"There was not one straight floor from..." - Quote by Charles Dickens
There was not one straight floor from the foundation to the roof; the ceilings were so fantastically clouded by smoke and dust, that old women might have told fortunes in them better than in grouts of tea.
More by Charles Dickens
“It is not easy to walk alone in the country without musing upon something.”
“It being a remarkable fact in theatrical history, but one long since established beyond dispute, that it is a hopeless endeavor to attract people to a theatre unless they can be first brought to believe that they will never get in.”
“On the eve of long voyages or an absence of many years, friends who are tenderly attached will seperate with the usual look, the usual pressure of the hand, planning one final interview for the morrow, while each well knows that it is but a poor feint to save the pain of uttering that one word, and the meeting will never be. Should possibilities be worse to bear than certainties?”
More on Description
“It was very dark; but in the murky sky there were masses of cloud which shone with a lurid light, like monstrous heaps of copper that had been heated in a furnace, and were growing cold.”
“If they would, for Example, praise the Beauty of a Woman, or any other Animal, they describe it by Rhombs, Circles, Parallelograms, Ellipses, and other geometrical terms.”
“Puccini - silver macaroni, exquisitely tangled.”
More on Decay
“All false art, all vain wisdom, lasts its time but finally destroys itself, and its highest culture is also the epoch of its decay.”
“O time, swift robber of all created things, how many kings, how many nations hast thou undone, and how many changes of states and of various events have happened since the wondrous forms of this fish perished here in this cavernous and winding recess. Now destroyed by time thou liest patiently in this confined space with bones stripped and bare; serving as a support and prop for the superimposed mountain.”
“Decay and disease are often beautiful, like the pearly tear of the shellfish and the hectic glow of consumption.”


**Work to be completed**:
Copy the records exactly, leaving out every picture.

**Recorded data**:
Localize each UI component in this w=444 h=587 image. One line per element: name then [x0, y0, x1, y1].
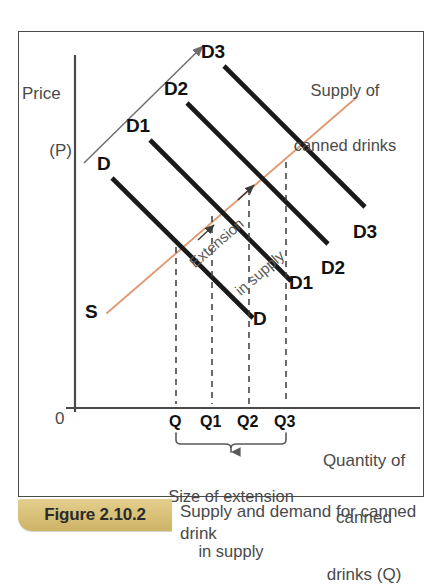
- x-tick-label-Q3: Q3: [274, 413, 295, 431]
- demand-label-D2-lower: D2: [321, 257, 345, 278]
- origin-label: 0: [55, 409, 64, 428]
- supply-annotation-line1: Supply of: [271, 81, 419, 99]
- demand-label-D3-upper: D3: [201, 41, 225, 62]
- figure-caption-row: Figure 2.10.2 Supply and demand for cann…: [18, 499, 438, 557]
- y-axis-title-line1: Price: [22, 84, 72, 103]
- demand-label-D3-lower: D3: [353, 221, 377, 242]
- x-axis-title-line1: Quantity of: [308, 451, 420, 470]
- figure-number-label: Figure 2.10.2: [18, 499, 172, 531]
- supply-annotation: Supply of canned drinks: [271, 44, 419, 192]
- x-axis-title-line3: drinks (Q): [308, 565, 420, 584]
- y-axis-title: Price (P): [22, 46, 72, 198]
- supply-annotation-line2: canned drinks: [271, 136, 419, 154]
- x-tick-label-Q: Q: [169, 413, 181, 431]
- x-tick-label-Q2: Q2: [237, 413, 258, 431]
- x-tick-label-Q1: Q1: [200, 413, 221, 431]
- y-axis-title-line2: (P): [22, 141, 72, 160]
- demand-label-D2-upper: D2: [164, 78, 188, 99]
- extension-label-line2: in supply: [222, 238, 298, 307]
- supply-curve-label: S: [85, 301, 97, 322]
- demand-label-D-upper: D: [97, 153, 111, 174]
- demand-label-D1-upper: D1: [126, 115, 150, 136]
- figure-caption-text: Supply and demand for canned drink: [180, 501, 438, 545]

**Answer below**:
Localize each UI component in this w=444 h=587 image. One line per element: name then [x0, y0, x1, y1].
- x-tick-label-Q3: Q3: [274, 413, 295, 431]
- demand-label-D2-lower: D2: [321, 257, 345, 278]
- origin-label: 0: [55, 409, 64, 428]
- supply-annotation-line1: Supply of: [271, 81, 419, 99]
- demand-label-D3-upper: D3: [201, 41, 225, 62]
- figure-caption-row: Figure 2.10.2 Supply and demand for cann…: [18, 499, 438, 557]
- y-axis-title-line1: Price: [22, 84, 72, 103]
- demand-label-D3-lower: D3: [353, 221, 377, 242]
- x-axis-title-line1: Quantity of: [308, 451, 420, 470]
- figure-number-label: Figure 2.10.2: [18, 499, 172, 531]
- supply-annotation: Supply of canned drinks: [271, 44, 419, 192]
- x-axis-title-line3: drinks (Q): [308, 565, 420, 584]
- y-axis-title: Price (P): [22, 46, 72, 198]
- supply-annotation-line2: canned drinks: [271, 136, 419, 154]
- x-tick-label-Q: Q: [169, 413, 181, 431]
- x-tick-label-Q2: Q2: [237, 413, 258, 431]
- x-tick-label-Q1: Q1: [200, 413, 221, 431]
- y-axis-title-line2: (P): [22, 141, 72, 160]
- demand-label-D2-upper: D2: [164, 78, 188, 99]
- extension-label-line2: in supply: [222, 238, 298, 307]
- supply-curve-label: S: [85, 301, 97, 322]
- demand-label-D-upper: D: [97, 153, 111, 174]
- demand-label-D1-upper: D1: [126, 115, 150, 136]
- figure-caption-text: Supply and demand for canned drink: [180, 501, 438, 545]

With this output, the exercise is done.